KELLY MCEVERS, HOST:

Now for a story about a secret deal decades ago that has helped shape the way we think about food. It was revealed in a study published this week in JAMA Internal Medicine. It's a journal affiliated with the American Medical Association. And the study is based on research by Cristin Kearns. She's a fellow at UC San Francisco, and she's a dentist. And at a conference a few years back, Kearns went to see a speaker talk about dentistry and diabetes.

CRISTIN KEARNS: And she handed out literature for dentists to use to counsel diabetic patients. And it didn't mention anything about restricting sugar consumption to manage diabetes, which I found to be a bit strange.

MCEVERS: So she started Googling, and one thing led to another. And eventually, in a library in Colorado, Kearns came across the records of a sugar company that went out of business in the 1970s. In the very first folder she opened, she found a confidential memo by the Sugar Association.

KEARNS: And what I happened upon was the public relations campaign that the industry launched to influence the Food and Drug Administration's review of the safety of sucrose back in 1976.

MCEVERS: And she found more than that. In the middle of the 20th century, scientists had begun questioning whether sugar was related to heart disease. And that didn't sit well with the sugar industry, so, Kearns found, the Sugar Association paid the equivalent of $50,000 to three Harvard scientists to review the existing research.

KEARNS: The 1960s was really critical for the diet and heart disease debate. There really were two sides of the story. One, evidence was linking sugar to heart disease, while on the other evidence was linking saturated fat to heart disease. Some people were saying that both were a problem. The sugar industry took that opportunity very early on to enlist these Harvard scientists and write a very influential review that was published in The New England Journal of Medicine that critiqued the evidence linking sucrose to coronary heart disease that served to shift us off of that path.

MCEVERS: Right. And so the attention turned to fat and turned away from sugar.

KEARNS: That's right.

MCEVERS: And we should say that the Sugar Association has responded to your study. It says that this 1967 review was published at a time when medical journals didn't typically require researchers to disclose their funding sources. They also say the industry should have exercised greater transparency in all of its research activities. Do you think that's an adequate response?

KEARNS: Well, yeah, I think it's true that they absolutely should have been more transparent. But I think that there's a lot more going on there. This was just one study. This was the first study in the sugar industry's heart disease research program. I believe that they had funded a considerable amount more related to this debate, and so I think there's more to learn about their influence.
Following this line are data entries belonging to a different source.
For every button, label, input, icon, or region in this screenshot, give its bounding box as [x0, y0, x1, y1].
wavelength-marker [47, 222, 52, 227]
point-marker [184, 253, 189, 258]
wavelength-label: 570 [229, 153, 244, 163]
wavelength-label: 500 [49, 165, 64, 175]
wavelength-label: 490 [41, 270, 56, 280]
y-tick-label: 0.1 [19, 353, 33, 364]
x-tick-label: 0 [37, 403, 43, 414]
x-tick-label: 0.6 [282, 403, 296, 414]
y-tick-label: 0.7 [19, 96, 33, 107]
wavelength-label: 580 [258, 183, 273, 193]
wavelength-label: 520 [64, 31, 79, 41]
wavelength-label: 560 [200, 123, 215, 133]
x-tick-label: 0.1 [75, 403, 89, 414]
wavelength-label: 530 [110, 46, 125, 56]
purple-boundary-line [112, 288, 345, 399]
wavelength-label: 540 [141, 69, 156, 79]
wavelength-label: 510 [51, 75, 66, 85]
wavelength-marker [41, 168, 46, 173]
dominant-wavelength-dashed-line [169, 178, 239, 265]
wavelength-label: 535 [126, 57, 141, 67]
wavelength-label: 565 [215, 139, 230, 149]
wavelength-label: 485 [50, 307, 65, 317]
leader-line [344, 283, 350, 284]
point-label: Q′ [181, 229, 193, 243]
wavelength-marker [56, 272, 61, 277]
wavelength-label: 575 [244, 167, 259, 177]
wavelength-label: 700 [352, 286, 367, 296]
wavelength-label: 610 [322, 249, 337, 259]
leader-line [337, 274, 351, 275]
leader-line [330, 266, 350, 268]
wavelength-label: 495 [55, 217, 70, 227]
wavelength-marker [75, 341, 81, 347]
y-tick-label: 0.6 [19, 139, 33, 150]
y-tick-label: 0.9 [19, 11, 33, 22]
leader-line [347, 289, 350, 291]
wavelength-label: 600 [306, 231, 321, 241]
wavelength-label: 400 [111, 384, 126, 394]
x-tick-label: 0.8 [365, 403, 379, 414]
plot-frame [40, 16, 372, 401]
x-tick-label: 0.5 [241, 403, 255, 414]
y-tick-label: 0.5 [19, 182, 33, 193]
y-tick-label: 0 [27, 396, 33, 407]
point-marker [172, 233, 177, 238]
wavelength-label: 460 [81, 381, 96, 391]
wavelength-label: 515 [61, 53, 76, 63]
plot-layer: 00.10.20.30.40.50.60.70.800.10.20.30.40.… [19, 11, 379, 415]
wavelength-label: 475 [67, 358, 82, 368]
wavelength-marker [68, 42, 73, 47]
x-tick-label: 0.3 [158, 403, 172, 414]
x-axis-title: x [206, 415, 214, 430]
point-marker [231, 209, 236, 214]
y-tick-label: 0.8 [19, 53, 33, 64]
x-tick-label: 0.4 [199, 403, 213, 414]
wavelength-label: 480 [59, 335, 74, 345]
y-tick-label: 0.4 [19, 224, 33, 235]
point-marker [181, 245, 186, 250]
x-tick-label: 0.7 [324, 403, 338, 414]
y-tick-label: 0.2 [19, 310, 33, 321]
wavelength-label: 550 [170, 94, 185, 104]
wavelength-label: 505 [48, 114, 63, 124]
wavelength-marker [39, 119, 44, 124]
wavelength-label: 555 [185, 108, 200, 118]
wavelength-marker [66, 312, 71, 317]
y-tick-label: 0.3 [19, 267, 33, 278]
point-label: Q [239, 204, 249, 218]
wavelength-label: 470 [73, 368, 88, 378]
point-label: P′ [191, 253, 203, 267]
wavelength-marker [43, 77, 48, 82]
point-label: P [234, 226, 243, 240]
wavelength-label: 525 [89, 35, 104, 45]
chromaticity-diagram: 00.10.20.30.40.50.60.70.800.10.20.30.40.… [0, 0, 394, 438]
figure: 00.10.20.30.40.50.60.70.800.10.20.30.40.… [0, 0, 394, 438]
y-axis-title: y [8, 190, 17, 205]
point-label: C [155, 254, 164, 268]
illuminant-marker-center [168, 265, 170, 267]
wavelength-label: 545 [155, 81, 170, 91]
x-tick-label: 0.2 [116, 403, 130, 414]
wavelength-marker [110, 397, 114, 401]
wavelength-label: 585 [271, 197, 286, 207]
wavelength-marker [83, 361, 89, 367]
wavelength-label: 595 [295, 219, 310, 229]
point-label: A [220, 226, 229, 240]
MCEVERS: You know, this research of yours, what - your findings really bring to mind similar stories about the tobacco industry or the oil industry trying to influence research. Are there any connections there?

KEARNS: Interestingly, when I first started off I found that the scientific director of the Sugar Research Foundation, which got started in 1943, actually went on to work for the tobacco industry in 1954, for the Tobacco Industry Research Committee. So it could be that the tobacco industry actually learned from the sugar industry.

MCEVERS: Wow. So what can be done to keep this from happening again?

KEARNS: Well, certainly having strong conflict-of-interest policies in our scientific journals is really important, as well as looking at industry interactions with their expert advisory committees, ensuring that industry-sponsored studies aren't considered in that body of evidence when experts are making conclusions about dietary guidelines, but, as well, getting the information out to the public to be critical of industry-funded studies that they hear about in the media.

MCEVERS: Cristin Kearns, thank you so much.

KEARNS: Thank you for having me.

MCEVERS: Cristin Kearns is a dentist and a fellow at the University of California, San Francisco. Her study about the sugar industry's influence on research back in the 1960s was published this week in JAMA Internal Medicine. Transcript provided by NPR, Copyright NPR.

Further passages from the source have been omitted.